Could art Deco Be Revived?

I wish it would! I LOVE Art Deco-streamlining is great! I really love the architecture and design of the 1920’s-30’s-to me, it just seems so modern!
I find our early 21st century styles to be so retro-art deco just has that optimistic, modern feel to it!
I guess I’m in the wrong decade-but art Deco rocks!
Damn, why can’t my car look like a Chrysler airstream?

I’m going to move this over to Cafe Society.

twickster, MPSIMS moderator and Art Deco fan

Art Deco was very big in the seventies. It will come around again.

I was going to suggest the early-to-mid-'80s.

Hmm. I don’t see that. 80s was bright and cartoony; almost a play off of 60s psychedelia. Angular, candy colored. 70s was more streamlined and technology-contoured, if that makes sense. A lot of deco was fantasy futurist: the streamlining of an imaginary scifi future.
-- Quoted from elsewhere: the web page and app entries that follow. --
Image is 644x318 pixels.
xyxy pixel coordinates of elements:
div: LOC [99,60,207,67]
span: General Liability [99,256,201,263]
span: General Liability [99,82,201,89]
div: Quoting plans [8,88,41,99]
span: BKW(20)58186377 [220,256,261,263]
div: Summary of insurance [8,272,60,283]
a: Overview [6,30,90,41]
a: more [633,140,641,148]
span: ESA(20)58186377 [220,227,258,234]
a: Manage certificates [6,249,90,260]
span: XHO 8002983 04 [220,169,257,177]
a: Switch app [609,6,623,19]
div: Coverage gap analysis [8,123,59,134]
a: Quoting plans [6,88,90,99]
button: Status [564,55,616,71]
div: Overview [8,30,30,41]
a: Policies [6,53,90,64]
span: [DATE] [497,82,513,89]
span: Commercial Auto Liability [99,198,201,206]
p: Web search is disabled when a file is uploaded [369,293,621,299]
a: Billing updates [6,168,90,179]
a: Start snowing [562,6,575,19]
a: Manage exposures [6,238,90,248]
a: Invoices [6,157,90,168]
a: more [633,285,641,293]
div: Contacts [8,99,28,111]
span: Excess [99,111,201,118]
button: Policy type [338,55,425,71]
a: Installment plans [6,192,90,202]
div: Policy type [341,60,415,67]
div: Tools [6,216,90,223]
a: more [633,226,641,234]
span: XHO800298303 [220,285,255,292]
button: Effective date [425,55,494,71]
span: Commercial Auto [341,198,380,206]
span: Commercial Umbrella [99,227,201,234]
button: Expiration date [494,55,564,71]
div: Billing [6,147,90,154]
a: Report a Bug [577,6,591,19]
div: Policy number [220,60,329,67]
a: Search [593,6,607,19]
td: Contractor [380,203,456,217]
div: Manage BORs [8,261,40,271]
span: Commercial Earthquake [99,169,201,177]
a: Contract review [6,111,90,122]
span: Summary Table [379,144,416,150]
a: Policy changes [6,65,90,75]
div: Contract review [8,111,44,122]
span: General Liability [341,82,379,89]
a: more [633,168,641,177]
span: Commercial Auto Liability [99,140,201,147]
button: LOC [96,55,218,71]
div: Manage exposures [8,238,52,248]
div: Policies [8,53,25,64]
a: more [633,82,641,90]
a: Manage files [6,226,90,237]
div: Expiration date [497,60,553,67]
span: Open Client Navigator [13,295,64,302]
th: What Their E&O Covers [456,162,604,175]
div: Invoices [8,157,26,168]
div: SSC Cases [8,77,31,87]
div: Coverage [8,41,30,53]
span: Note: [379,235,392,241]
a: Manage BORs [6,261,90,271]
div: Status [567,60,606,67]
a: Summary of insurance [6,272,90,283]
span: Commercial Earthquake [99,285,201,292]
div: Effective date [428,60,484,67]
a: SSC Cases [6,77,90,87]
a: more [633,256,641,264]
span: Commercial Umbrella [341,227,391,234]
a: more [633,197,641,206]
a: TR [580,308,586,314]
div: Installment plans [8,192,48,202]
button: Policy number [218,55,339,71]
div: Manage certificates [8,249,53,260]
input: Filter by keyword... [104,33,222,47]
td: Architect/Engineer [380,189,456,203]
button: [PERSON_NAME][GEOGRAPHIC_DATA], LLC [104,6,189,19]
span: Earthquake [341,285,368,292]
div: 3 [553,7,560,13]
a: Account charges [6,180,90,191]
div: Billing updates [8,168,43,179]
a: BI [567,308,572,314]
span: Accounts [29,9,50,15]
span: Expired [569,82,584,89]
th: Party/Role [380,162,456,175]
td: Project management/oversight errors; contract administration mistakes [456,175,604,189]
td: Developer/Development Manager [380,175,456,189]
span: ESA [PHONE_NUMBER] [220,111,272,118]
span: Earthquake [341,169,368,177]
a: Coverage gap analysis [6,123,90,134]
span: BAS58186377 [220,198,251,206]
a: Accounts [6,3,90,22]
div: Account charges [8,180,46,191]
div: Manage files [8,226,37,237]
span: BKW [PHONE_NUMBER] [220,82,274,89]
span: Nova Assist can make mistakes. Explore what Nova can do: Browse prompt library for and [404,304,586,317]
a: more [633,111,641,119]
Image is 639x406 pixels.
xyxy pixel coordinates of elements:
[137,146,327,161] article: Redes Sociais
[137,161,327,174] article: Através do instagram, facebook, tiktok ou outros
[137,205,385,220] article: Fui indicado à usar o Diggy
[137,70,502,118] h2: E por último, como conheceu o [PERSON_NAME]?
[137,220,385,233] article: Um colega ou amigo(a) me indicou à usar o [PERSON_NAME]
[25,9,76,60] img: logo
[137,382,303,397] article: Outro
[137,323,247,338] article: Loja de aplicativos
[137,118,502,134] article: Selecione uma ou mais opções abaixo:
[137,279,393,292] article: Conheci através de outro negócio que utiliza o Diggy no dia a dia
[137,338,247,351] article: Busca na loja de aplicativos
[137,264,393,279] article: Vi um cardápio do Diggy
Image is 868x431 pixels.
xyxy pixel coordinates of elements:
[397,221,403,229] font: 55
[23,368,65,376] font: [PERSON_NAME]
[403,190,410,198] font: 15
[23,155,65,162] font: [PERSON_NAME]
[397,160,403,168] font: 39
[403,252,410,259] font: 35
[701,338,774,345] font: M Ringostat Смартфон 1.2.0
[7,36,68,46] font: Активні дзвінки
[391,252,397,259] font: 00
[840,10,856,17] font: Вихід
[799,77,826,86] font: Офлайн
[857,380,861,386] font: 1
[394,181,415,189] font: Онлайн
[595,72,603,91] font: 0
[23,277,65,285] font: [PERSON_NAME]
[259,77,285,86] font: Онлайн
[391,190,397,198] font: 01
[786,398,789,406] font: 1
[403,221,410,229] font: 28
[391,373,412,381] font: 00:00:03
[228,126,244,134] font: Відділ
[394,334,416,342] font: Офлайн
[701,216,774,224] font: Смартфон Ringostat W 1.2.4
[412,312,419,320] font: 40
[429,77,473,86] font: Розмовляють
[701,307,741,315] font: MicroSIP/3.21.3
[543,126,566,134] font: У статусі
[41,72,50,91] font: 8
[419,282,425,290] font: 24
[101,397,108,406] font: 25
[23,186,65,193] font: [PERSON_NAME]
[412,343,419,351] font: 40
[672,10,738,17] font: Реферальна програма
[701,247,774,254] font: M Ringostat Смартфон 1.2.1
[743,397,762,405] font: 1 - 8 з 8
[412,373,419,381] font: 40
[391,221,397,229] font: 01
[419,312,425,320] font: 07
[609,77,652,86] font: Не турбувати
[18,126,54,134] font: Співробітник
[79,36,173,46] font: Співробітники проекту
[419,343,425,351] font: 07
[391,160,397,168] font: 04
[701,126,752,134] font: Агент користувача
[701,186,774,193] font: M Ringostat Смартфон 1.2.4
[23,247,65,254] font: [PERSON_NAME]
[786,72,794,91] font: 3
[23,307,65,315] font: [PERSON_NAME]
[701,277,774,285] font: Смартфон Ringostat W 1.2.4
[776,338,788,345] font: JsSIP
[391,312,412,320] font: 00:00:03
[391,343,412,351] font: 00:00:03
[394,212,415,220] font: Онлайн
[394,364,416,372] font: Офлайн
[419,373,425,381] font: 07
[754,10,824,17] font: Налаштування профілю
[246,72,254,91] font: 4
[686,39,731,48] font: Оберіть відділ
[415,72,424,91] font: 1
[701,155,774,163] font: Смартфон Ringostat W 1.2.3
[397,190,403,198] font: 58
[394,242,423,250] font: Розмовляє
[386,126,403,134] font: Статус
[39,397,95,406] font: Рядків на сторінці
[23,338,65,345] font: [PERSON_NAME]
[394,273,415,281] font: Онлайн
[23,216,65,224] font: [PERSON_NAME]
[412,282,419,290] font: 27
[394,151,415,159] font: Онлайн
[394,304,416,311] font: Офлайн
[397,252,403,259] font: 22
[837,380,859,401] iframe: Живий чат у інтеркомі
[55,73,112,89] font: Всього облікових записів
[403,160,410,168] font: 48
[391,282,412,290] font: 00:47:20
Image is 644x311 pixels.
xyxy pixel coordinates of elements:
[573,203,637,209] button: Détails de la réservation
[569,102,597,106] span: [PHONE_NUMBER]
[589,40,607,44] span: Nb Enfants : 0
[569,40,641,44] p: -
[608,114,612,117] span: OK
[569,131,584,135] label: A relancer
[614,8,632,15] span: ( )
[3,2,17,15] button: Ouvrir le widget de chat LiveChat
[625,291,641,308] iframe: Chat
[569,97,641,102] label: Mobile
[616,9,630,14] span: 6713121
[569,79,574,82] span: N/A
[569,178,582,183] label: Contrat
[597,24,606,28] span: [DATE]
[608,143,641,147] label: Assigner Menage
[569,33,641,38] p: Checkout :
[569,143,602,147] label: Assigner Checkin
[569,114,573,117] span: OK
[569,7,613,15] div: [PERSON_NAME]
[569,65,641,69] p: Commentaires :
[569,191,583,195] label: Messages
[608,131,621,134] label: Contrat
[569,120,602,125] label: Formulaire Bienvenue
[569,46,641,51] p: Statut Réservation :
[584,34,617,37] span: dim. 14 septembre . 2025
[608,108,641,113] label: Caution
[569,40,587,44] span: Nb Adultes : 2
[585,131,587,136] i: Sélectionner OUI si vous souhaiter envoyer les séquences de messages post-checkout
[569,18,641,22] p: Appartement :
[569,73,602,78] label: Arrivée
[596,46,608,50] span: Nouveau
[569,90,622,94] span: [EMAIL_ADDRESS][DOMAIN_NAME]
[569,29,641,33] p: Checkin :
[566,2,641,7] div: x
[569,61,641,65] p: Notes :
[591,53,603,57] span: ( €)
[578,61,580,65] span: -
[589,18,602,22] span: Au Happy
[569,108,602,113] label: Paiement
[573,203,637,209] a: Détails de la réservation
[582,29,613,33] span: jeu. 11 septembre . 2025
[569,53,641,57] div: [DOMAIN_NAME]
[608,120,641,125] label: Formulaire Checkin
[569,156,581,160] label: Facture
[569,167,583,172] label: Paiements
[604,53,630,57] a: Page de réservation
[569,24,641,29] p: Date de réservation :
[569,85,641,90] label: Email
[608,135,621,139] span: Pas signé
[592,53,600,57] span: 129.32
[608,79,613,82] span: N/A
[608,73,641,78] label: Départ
All chrome and streamlines. Here’s a few 70s images that resonate deco for me:



http://www.leelefever.com/archives/bad%20euro%2070s.jpg

Although Miami’s renaissance in the 80s, the cocaine culture, had some strong images of deco architecture, specifically; all those old Miami hotels in the background of Miami Vice. But I feel like that came at the tail end of it.

You make good points, and the candy colours were definitely prevalent then. But another thing I remember from the '80s was an apparent resurgence in glass blocks, something I associate with deco. And along with the fuschia and turquoise, I recall a lot of black-and-white and silver.

These things never have a precise beginning or end. I think of it as a 70s thing because that’s when I first started to notice it; but yeah some aspects of it carried over into the 80s.

It would be nice. But it is never going to happen.

For one thing, Deco and its more commercial counterpart, Art Moderne, relied on a kind of collaborative friction between design and commerce that was possible only for a limited time. The reasons were that the whole idea of design “for the masses” was totally new, so business thought it might pay off to give designers their heads and see what developed - and that marketing, which presumes to know what consumers want better than consumers themselves, was still primitive to nonexistent.

Industry wouldn’t make the same mistake again. When a mass consumer culture really developed after WW2, the creative spirit would be under orders from the front office more than ever, and the consumer, ready to take anything offered after years of no money followed by no goods, would fall in line.

Art Deco and Art Moderne are not coming back because they were art applied to daily life, and art means something different now. It is a rarefied taste, associated with decadence unless it is fully approved by the rich and powerful. Elegance is even more of a luxury, as it was probably always meant to be, and simplicity is the deadliest luxury of all - because it goes against so many of the values that keep people buying, consuming, working, and living.

It never really died, it’s just no longer prominent. There will still be new things made in art deco style, or with similar aesthetic goals, but it has joined the rest of art and fashion, in it’s balkanized palette. It will likely never be the new prominent theme, however something similar could reach prominence.

BBC TV has just broadcast a series of TV programmes both about Art Deco and the 1920s and 1930s in general. It covered such subjects as architecture, the influence of Hollywood on fashion and design, the great trans-Atlantic liners, the London Underground and even travel posters. It was a very enjoyable series.

Friends of mine built this house. Take a look down the side street at the dinky garage; it has a porthole window with an etched glass ocean liner. The interior of the house is as near to authentic as is possible with parquet floors and faithful reproductions of architraves, skirting boards, celing roses etc.

The best chance for a wide revival might honestly be a serious economic depression. I don’t think it could happen unless our current notion of consumerism took a serious hit, and the rule of the mass market gave way.

Another thing Deco - in fact any 1920s-30s cultural product - would have to overcome is that it carries a strong gay connotation (at least in America, not so much in Britain). Then again, it wouldn’t be the first thing the mainstream culture has co-opted from them.

I’m a huge fan of Art Deco myself and would love to see it become more prominent- you could even combine in with Retro-Futurism for bonus points. :slight_smile:

I’m struggling to understand what point you’re making. Are you saying that there is some penalty to manufacturers in having stylishly designed products?

I love it.

Of course, I also love Midcentury Modern/Googie.

No. It’s just not part of the business model, and nothing changes the business model but marketing data. It’s a closed system.

What a fantastic house! I wish I could have one! Can you send me the plans?:slight_smile:

All I see is a map. What am I missing?

Wait for it to load.

Huh. I let it sit there for a minute or 2 playing with the settings and I got nothing. I go back now and it loads immediately. I’ve got 10mb cable - must’ve been a backed-up server. Thanks for the help though.